The system is designed to function well at different scales. With compatible technology and credit easily redeemed for dollars, it integrates well into the mainstream economy. And it offers opportunities for other socially beneficial innovations. In North Amherst, Simple Gifts Farm has a pilot project to lower the prices of local foods for low-income shoppers. Customers who sign up as Common Good members, may, if they wish to donate to lower price barriers, or if they need to use the fund from time to time, do so right at the point of sale.

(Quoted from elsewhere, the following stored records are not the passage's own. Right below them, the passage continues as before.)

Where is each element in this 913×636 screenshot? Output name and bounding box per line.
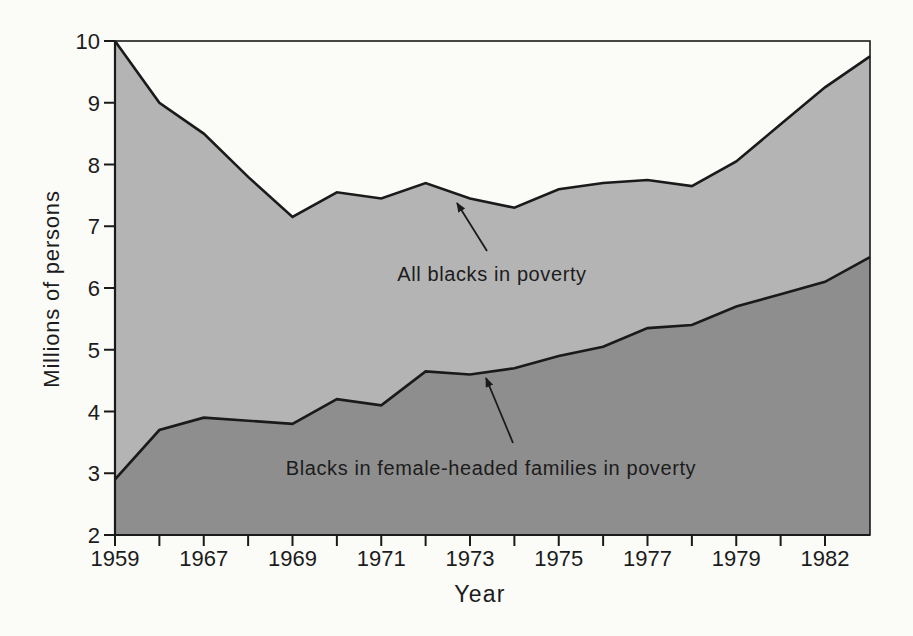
annotation-female-headed: Blacks in female-headed families in pove…	[286, 457, 696, 480]
y-tick-label-7: 7	[88, 214, 100, 239]
y-tick-label-3: 3	[88, 461, 100, 486]
x-tick-label-1977: 1977	[623, 546, 672, 571]
y-tick-label-2: 2	[88, 523, 100, 548]
chart-canvas: 2345678910195919671969197119731975197719…	[0, 0, 913, 636]
x-tick-label-1973: 1973	[446, 546, 495, 571]
x-tick-label-1971: 1971	[357, 546, 406, 571]
annotation-all-blacks: All blacks in poverty	[397, 263, 586, 286]
x-tick-label-1975: 1975	[534, 546, 583, 571]
y-tick-label-8: 8	[88, 153, 100, 178]
y-axis-title: Millions of persons	[39, 190, 65, 387]
x-tick-label-1969: 1969	[268, 546, 317, 571]
x-tick-label-1979: 1979	[712, 546, 761, 571]
poverty-area-chart-figure: 2345678910195919671969197119731975197719…	[0, 0, 913, 636]
y-tick-label-9: 9	[88, 91, 100, 116]
y-tick-label-6: 6	[88, 276, 100, 301]
y-tick-label-5: 5	[88, 338, 100, 363]
y-tick-label-10: 10	[76, 29, 100, 54]
x-tick-label-1982: 1982	[801, 546, 850, 571]
y-tick-label-4: 4	[88, 400, 100, 425]
x-tick-label-1959: 1959	[91, 546, 140, 571]
x-tick-label-1967: 1967	[179, 546, 228, 571]
x-axis-title: Year	[454, 581, 505, 608]
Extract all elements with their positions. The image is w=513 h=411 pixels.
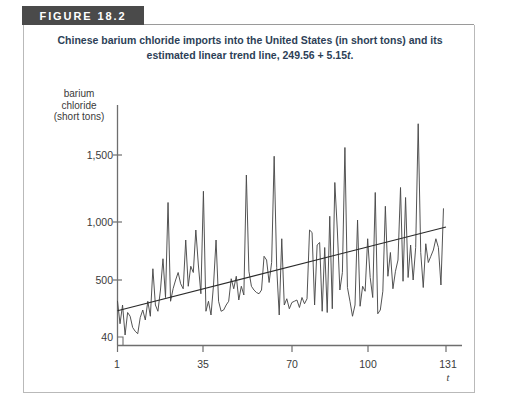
- caption-line-2-text: estimated linear trend line, 249.56 + 5.…: [147, 49, 347, 61]
- y-axis-title-line-2: chloride: [61, 100, 96, 111]
- caption-line-1: Chinese barium chloride imports into the…: [57, 34, 442, 46]
- y-tick-label-1000: 1,000: [53, 216, 113, 228]
- x-tick-label-100: 100: [348, 358, 388, 370]
- x-axis-title: t: [436, 372, 460, 383]
- x-tick-label-131: 131: [428, 358, 468, 370]
- x-tick-label-35: 35: [183, 358, 223, 370]
- figure-container: FIGURE 18.2 Chinese barium chloride impo…: [0, 0, 513, 411]
- y-tick-label-40: 40: [53, 331, 113, 343]
- y-axis-title-line-1: barium: [64, 88, 95, 99]
- x-tick-label-70: 70: [272, 358, 312, 370]
- y-tick-label-500: 500: [53, 274, 113, 286]
- x-tick-label-1: 1: [97, 358, 137, 370]
- y-axis-title-line-3: (short tons): [54, 111, 105, 122]
- figure-number-banner: FIGURE 18.2: [22, 6, 144, 25]
- y-tick-label-1500: 1,500: [53, 149, 113, 161]
- caption-line-2-period: .: [351, 49, 354, 61]
- banner-rule: [144, 24, 474, 25]
- y-axis-title: barium chloride (short tons): [40, 88, 118, 123]
- figure-caption: Chinese barium chloride imports into the…: [45, 33, 455, 63]
- figure-number-label: FIGURE 18.2: [40, 10, 127, 22]
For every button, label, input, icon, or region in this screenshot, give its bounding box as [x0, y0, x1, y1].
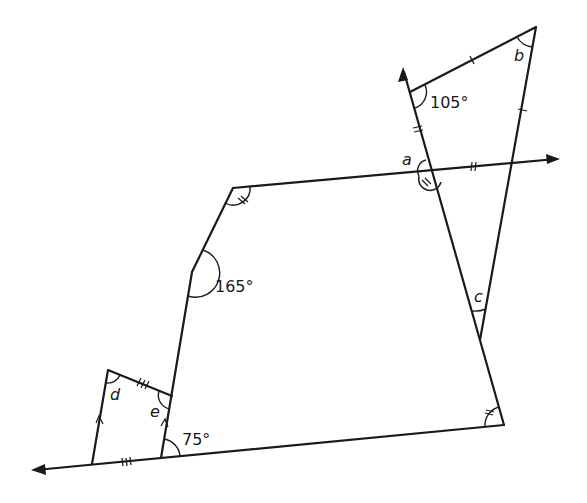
- transversal-line: [398, 67, 504, 425]
- label-d: d: [110, 385, 121, 404]
- label-165: 165°: [215, 277, 254, 296]
- arc-a: [418, 160, 426, 176]
- label-105: 105°: [430, 93, 469, 112]
- geometry-diagram: 105° 165° 75° a b c d e: [0, 0, 587, 503]
- triangle: [410, 27, 536, 340]
- small-quadrilateral: [92, 370, 172, 464]
- tick-marks: [96, 56, 527, 466]
- label-a: a: [402, 150, 412, 169]
- arc-75: [164, 439, 180, 456]
- lower-arrow-line: [31, 425, 504, 475]
- label-75: 75°: [182, 430, 210, 449]
- arc-d: [106, 375, 120, 383]
- label-b: b: [514, 46, 524, 65]
- arc-c: [472, 309, 486, 311]
- label-c: c: [474, 287, 483, 306]
- main-polygon: [161, 188, 233, 458]
- label-e: e: [150, 402, 160, 421]
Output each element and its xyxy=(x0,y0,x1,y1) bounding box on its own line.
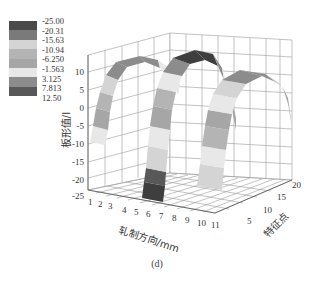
legend-swatch xyxy=(9,59,37,68)
svg-text:-10: -10 xyxy=(72,139,84,149)
svg-text:5: 5 xyxy=(134,207,139,217)
z-axis-ticks: 10 5 0 -5 -10 -15 -20 -25 xyxy=(72,67,85,201)
x-axis-label: 轧制方向/mm xyxy=(117,223,180,254)
svg-text:5: 5 xyxy=(80,85,85,95)
svg-text:11: 11 xyxy=(211,220,220,230)
legend-swatch xyxy=(9,40,37,49)
svg-text:20: 20 xyxy=(292,180,302,190)
svg-text:2: 2 xyxy=(98,199,103,209)
svg-text:0: 0 xyxy=(80,103,85,113)
svg-text:9: 9 xyxy=(185,215,190,225)
color-legend xyxy=(9,21,37,96)
svg-text:7: 7 xyxy=(159,211,164,221)
svg-text:10: 10 xyxy=(263,205,273,215)
legend-swatch xyxy=(9,68,37,77)
svg-text:-25: -25 xyxy=(72,191,84,201)
svg-text:10: 10 xyxy=(75,67,85,77)
svg-text:-5: -5 xyxy=(77,121,85,131)
z-axis-label: 板形值/I xyxy=(60,112,72,148)
svg-text:-15: -15 xyxy=(72,157,84,167)
legend-labels: -25.00 -20.31 -15.63 -10.94 -6.250 -1.56… xyxy=(42,17,64,103)
legend-level: 12.50 xyxy=(42,94,64,104)
legend-swatch xyxy=(9,49,37,58)
svg-text:-20: -20 xyxy=(72,175,84,185)
svg-text:10: 10 xyxy=(197,218,207,228)
legend-swatch xyxy=(9,77,37,86)
svg-text:3: 3 xyxy=(108,201,113,211)
svg-text:15: 15 xyxy=(277,192,287,202)
svg-text:1: 1 xyxy=(88,197,93,207)
svg-text:6: 6 xyxy=(146,209,151,219)
legend-swatch xyxy=(9,30,37,39)
legend-swatch xyxy=(9,21,37,30)
svg-text:4: 4 xyxy=(122,205,127,215)
svg-text:8: 8 xyxy=(172,213,177,223)
legend-swatch xyxy=(9,87,37,96)
svg-text:5: 5 xyxy=(247,216,252,226)
figure-caption: (d) xyxy=(0,258,314,269)
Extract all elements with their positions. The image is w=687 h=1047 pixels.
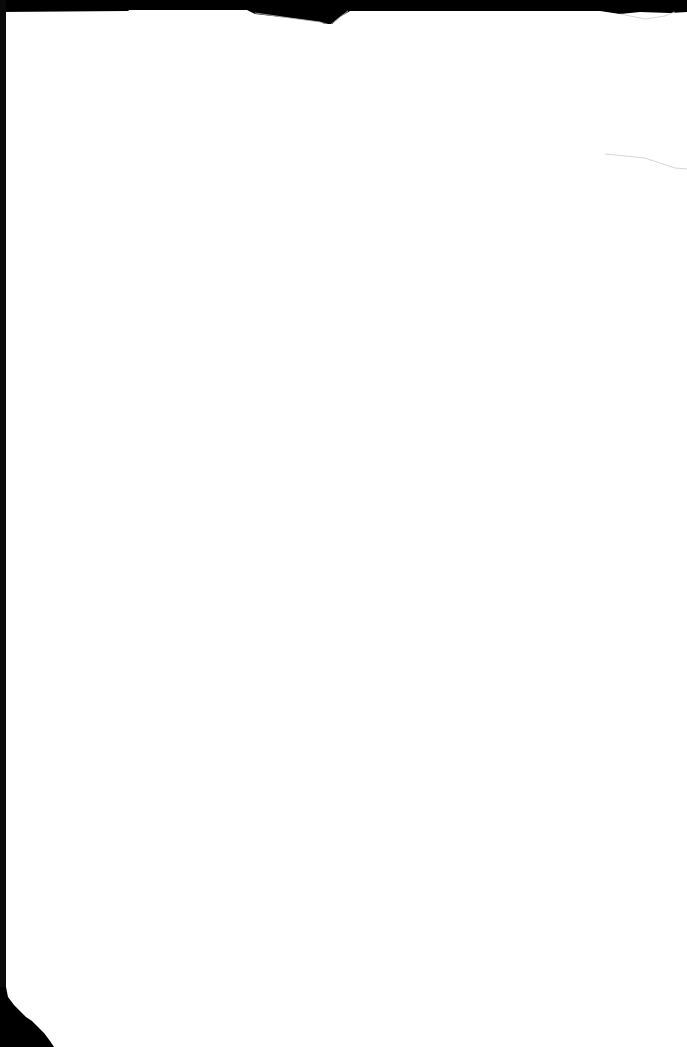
torn-corner [0,987,60,1047]
blank-scanned-page [5,10,687,1047]
left-scan-edge [0,0,6,1047]
top-scan-edge [0,0,687,24]
paper-crease [605,150,687,175]
page-content [45,50,647,1007]
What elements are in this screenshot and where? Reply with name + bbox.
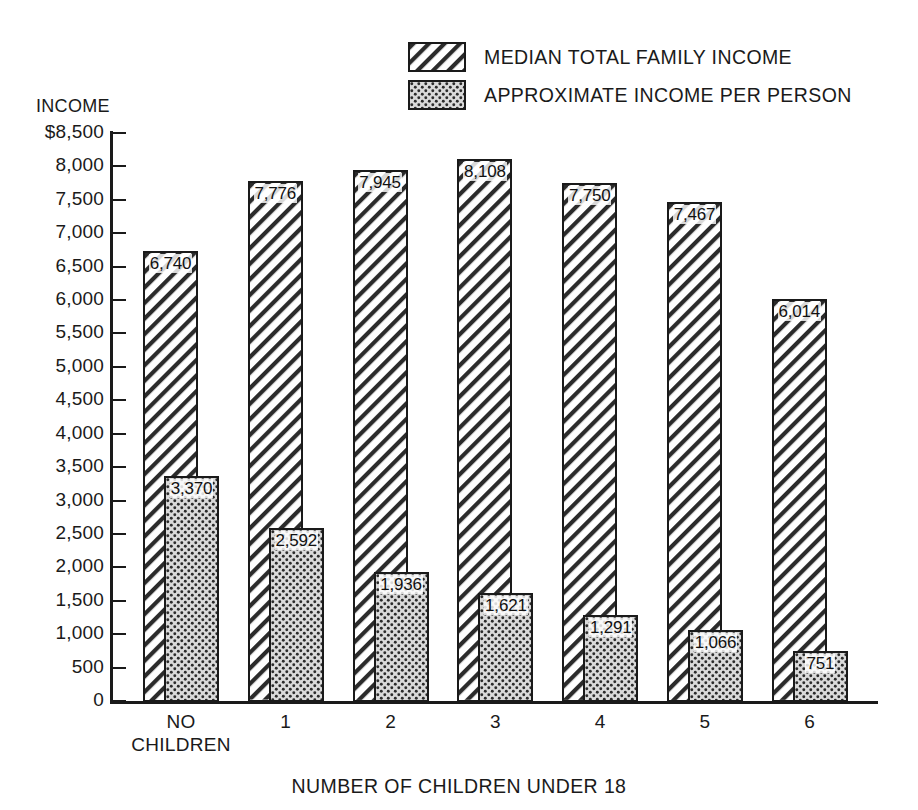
- y-axis-tick: [113, 566, 126, 568]
- bar-value-label: 3,370: [164, 479, 219, 499]
- y-axis-tick: [113, 132, 126, 134]
- y-axis-line: [110, 131, 113, 703]
- bar-value-label: 7,945: [353, 173, 408, 193]
- y-axis-tick: [113, 600, 126, 602]
- bar-value-label: 7,467: [667, 205, 722, 225]
- bar-median-total-family-income: [772, 299, 827, 702]
- y-axis-tick-label-text: 500: [16, 656, 104, 678]
- y-axis-tick-label-text: 2,000: [16, 555, 104, 577]
- income-by-children-bar-chart: MEDIAN TOTAL FAMILY INCOME APPROXIMATE I…: [0, 0, 918, 810]
- y-axis-tick-label-text: 3,000: [16, 489, 104, 511]
- dot-swatch-icon: [408, 80, 466, 110]
- x-axis-category-label: 6: [740, 710, 880, 733]
- bar-value-label: 751: [793, 654, 848, 674]
- y-axis-tick: [113, 165, 126, 167]
- bar-approximate-income-per-person: [269, 528, 324, 702]
- legend-label-per-person: APPROXIMATE INCOME PER PERSON: [484, 84, 852, 107]
- y-axis-tick-label-text: 0: [16, 689, 104, 711]
- y-axis-tick-label-text: $8,500: [16, 121, 104, 143]
- y-axis-tick-label-text: 8,000: [16, 154, 104, 176]
- y-axis-tick-label-text: 3,500: [16, 455, 104, 477]
- y-axis-tick: [113, 199, 126, 201]
- bar-value-label: 1,066: [688, 633, 743, 653]
- bar-value-label: 7,750: [562, 186, 617, 206]
- bar-value-label: 1,621: [478, 596, 533, 616]
- hatch-swatch-icon: [408, 42, 466, 72]
- bar-value-label: 8,108: [457, 162, 512, 182]
- bar-value-label: 6,740: [143, 254, 198, 274]
- legend-label-median: MEDIAN TOTAL FAMILY INCOME: [484, 46, 792, 69]
- y-axis-tick: [113, 500, 126, 502]
- y-axis-tick: [113, 399, 126, 401]
- y-axis-tick: [113, 299, 126, 301]
- chart-legend: MEDIAN TOTAL FAMILY INCOME APPROXIMATE I…: [408, 38, 908, 114]
- y-axis-tick-label-text: 7,000: [16, 221, 104, 243]
- y-axis-tick: [113, 633, 126, 635]
- bar-value-label: 2,592: [269, 531, 324, 551]
- y-axis-tick-label-text: 6,000: [16, 288, 104, 310]
- y-axis-tick-label-text: 4,500: [16, 388, 104, 410]
- y-axis-tick-label-text: 4,000: [16, 422, 104, 444]
- y-axis-tick-label-text: 5,000: [16, 355, 104, 377]
- y-axis-tick: [113, 667, 126, 669]
- y-axis-tick-label-text: 1,500: [16, 589, 104, 611]
- bar-value-label: 1,291: [583, 618, 638, 638]
- bar-value-label: 1,936: [374, 575, 429, 595]
- y-axis-caption: INCOME: [36, 96, 110, 117]
- bar-median-total-family-income: [667, 202, 722, 702]
- legend-item-median: MEDIAN TOTAL FAMILY INCOME: [408, 38, 908, 76]
- y-axis-tick: [113, 700, 126, 702]
- y-axis-tick: [113, 533, 126, 535]
- y-axis-tick-label-text: 7,500: [16, 188, 104, 210]
- bar-approximate-income-per-person: [164, 476, 219, 702]
- y-axis-tick: [113, 366, 126, 368]
- bar-value-label: 6,014: [772, 302, 827, 322]
- y-axis-tick: [113, 232, 126, 234]
- legend-item-per-person: APPROXIMATE INCOME PER PERSON: [408, 76, 908, 114]
- y-axis-tick-label-text: 5,500: [16, 321, 104, 343]
- x-axis-title: NUMBER OF CHILDREN UNDER 18: [0, 775, 918, 798]
- y-axis-tick: [113, 433, 126, 435]
- y-axis-tick-label-text: 6,500: [16, 255, 104, 277]
- y-axis-tick: [113, 332, 126, 334]
- bar-value-label: 7,776: [248, 184, 303, 204]
- y-axis-tick: [113, 466, 126, 468]
- y-axis-tick: [113, 266, 126, 268]
- y-axis-tick-label-text: 2,500: [16, 522, 104, 544]
- y-axis-tick-label-text: 1,000: [16, 622, 104, 644]
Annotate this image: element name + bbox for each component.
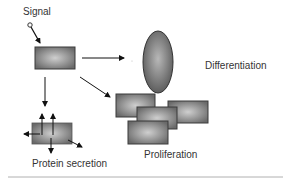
differentiated-cell-node — [143, 31, 173, 93]
protein-secretion-label: Protein secretion — [32, 159, 107, 169]
differentiation-label: Differentiation — [205, 61, 267, 71]
signal-label: Signal — [23, 7, 51, 17]
signal-molecule-icon — [28, 23, 32, 27]
proliferation-label: Proliferation — [144, 150, 197, 160]
dot-artifact — [131, 60, 132, 61]
arrow-to-proliferation — [80, 77, 110, 97]
secretion-arrows — [24, 114, 82, 153]
proliferation-cluster — [116, 94, 208, 144]
cell-node — [35, 47, 75, 69]
signal-arrow — [31, 27, 40, 43]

The Common Good system is managed by a nonprofit, with five employees, operating out of Ashfield, Mass. It was first launched in Greenfield in 2012, and has steadily grown, with over two million dollars in transactions to date. Currently some 65 businesses and over 300 individuals there participate in the system, and the community fund holds over $100,000. Last year, Common Good members approved $19,000 in grants, loans and investments to 14 projects in Franklin County, nearly doubling the $10,000 that was invested the previous year in the first round of Common Good funding. Common Good systems have also been operating in Ann Arbor, Michigan, since 2015, and in Goshen, Indiana, since 2016.

Here in Amherst, a handful of businesses including Barts Ice Cream Company and Amherst Copy and Designworks, as well as Simple Gifts, have signed up, as have about 50 individuals so far. A similar number of businesses and about 100 individual members are in Northampton. Common Good aims to reach a level of participation in Hampshire County that can generate a circular flow of credit sufficient to have a meaningful impact in these communities.

There is much more to Common Good than can fit in this column. Its systems have been designed not just to manage purchases and payments securely and reliably, but to offer a transparent way to share and analyze data about the local economy and explore economic innovations. There is a complex, but carefully thought out, system for community oversight and decision making regarding investments and funds management.

Readers who are intrigued should visit CommonGood.earth to learn more. I particularly encourage local business owners to check it out and consider joining.

Jim Oldham is Executive Director of Equity Trust, Inc., an Amherst-based nonprofit that works nationally for land reform and economic justice. He was an Amherst Town Meeting member from 2002-2018 and he has served on the Community Preservation Act Committee since 2013.